As to your other query on the availability of chemicals to the general public, the sad truth is that there are ways for the public to get chemicals, including hazardous materials. In general, vendors of chemicals try to verify who you are and if you have a legitimate reason to have a chemical when they are ordered. Typically, this means demonstrating that you are affiliated with some entity such as a company, university, or institution that works with chemicals on a routine basis. For people that are inclined to play by the rules, this would screen out people that might be ordering materials for mischievous or illegal activities. But for people that are inclined to bend, twist, or break the rules, I am sure that there are ways to foil the best intentions of most chemical vendors. Moreover, if you had some connection to a legitimate "chemical user" entity, you could probably order most chemicals on your personal credit card and have it shipped directly to you at your place of business with little difficulty. Another more alarming example is the Oklahoma City bombing. Timothy McVeigh and Terry Nichols managed to get 108 fifty-pound bags of ammonium nitrate fertilizer and three fifty-five gallon drums of liquid nitromethane without a lot of notice. Does anyone seriously think that someone could not amass that much ammonium nitrate again without anyone noticing? By comparison, a one-pound cylinder of sodium ($125) seems like child's play.
Cleanup Boat Update
Based on some of the postings here, there seems to be some confusion on the status of the Charles River Cleanup Boat after the sodium incident. The Cleanup Boat was not destroyed or sunk, but did receive some minor damage. In fact, the boat was back in operation a few days after the incident, patrolling the Charles between Watertown and Science Park, removing trash from the water. And the dedicated volunteers plan to patrol the river on their normal schedule of 3-4 days a week until the end of the season in October.

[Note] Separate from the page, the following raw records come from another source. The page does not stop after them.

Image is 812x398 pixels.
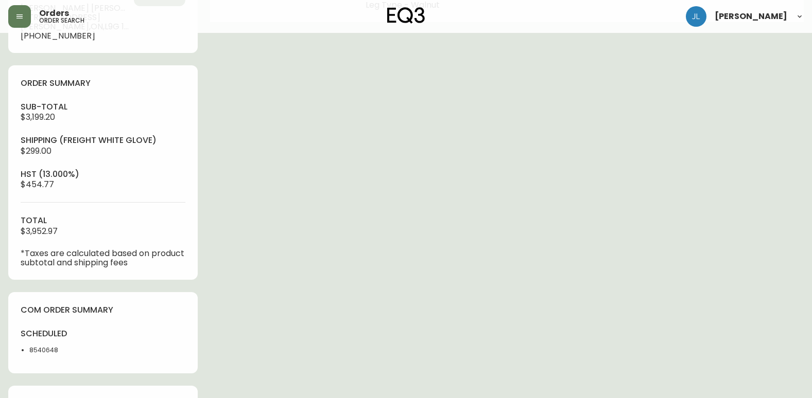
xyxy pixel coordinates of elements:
span: $3,952.97 [21,225,58,237]
p: *Taxes are calculated based on product subtotal and shipping fees [21,249,185,268]
h4: scheduled [21,328,97,340]
h4: order summary [21,78,185,89]
h4: total [21,215,185,226]
span: $454.77 [21,179,54,190]
h5: order search [39,17,84,24]
h4: com order summary [21,305,185,316]
h4: hst (13.000%) [21,169,185,180]
li: 8540648 [29,346,97,355]
img: logo [387,7,425,24]
span: [PHONE_NUMBER] [21,31,130,41]
img: 1c9c23e2a847dab86f8017579b61559c [685,6,706,27]
span: $3,199.20 [21,111,55,123]
span: [PERSON_NAME] [714,12,787,21]
h4: Shipping ( Freight White Glove ) [21,135,185,146]
span: Orders [39,9,69,17]
span: $299.00 [21,145,51,157]
h4: sub-total [21,101,185,113]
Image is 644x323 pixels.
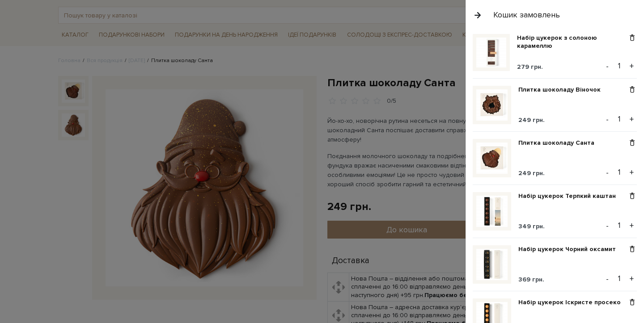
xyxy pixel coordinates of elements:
button: - [603,219,612,232]
button: + [627,59,637,73]
button: - [603,59,612,73]
button: + [627,272,637,286]
span: 369 грн. [519,276,544,283]
span: 249 грн. [519,116,545,124]
a: Набір цукерок Чорний оксамит [519,246,623,253]
a: Набір цукерок Терпкий каштан [519,193,623,200]
img: Плитка шоколаду Санта [477,142,508,174]
img: Набір цукерок Терпкий каштан [477,196,508,227]
div: Кошик замовлень [493,10,560,20]
img: Набір цукерок з солоною карамеллю [477,37,507,67]
span: 249 грн. [519,169,545,177]
a: Плитка шоколаду Віночок [519,86,607,94]
img: Набір цукерок Чорний оксамит [477,249,508,280]
button: - [603,112,612,126]
a: Плитка шоколаду Санта [519,139,601,147]
span: 349 грн. [519,223,545,230]
button: + [627,112,637,126]
button: + [627,219,637,232]
img: Плитка шоколаду Віночок [477,89,508,121]
button: - [603,272,612,286]
a: Набір цукерок з солоною карамеллю [517,34,628,50]
span: 279 грн. [517,63,543,70]
a: Набір цукерок Іскристе просеко [519,299,628,307]
button: - [603,166,612,179]
button: + [627,166,637,179]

Beyond the injuries to the volunteer crew, the big problem that resulted from the sodium incident was the unexpected expense for the chemical decontamination of the boat. The bill for the decontamination was $10,873. The company that did the decontamination, Triumvirate Environmental, is a long-standing supporter of the Cleanup Boat and has generously picked up half the tab as a donation-in-kind. MIT has also made a $6000 donation toward the decontamination costs, in addition to their previous annual contributions. A number of other organizations and individuals have also made generous donations in support of the Cleanup Boat. Any funds not used to recover from the sodium incident will be applied to operating the boat.
Anyone wishing to support or volunteer with the Cleanup Boat, should visit their web page at www.cleanupboat.org.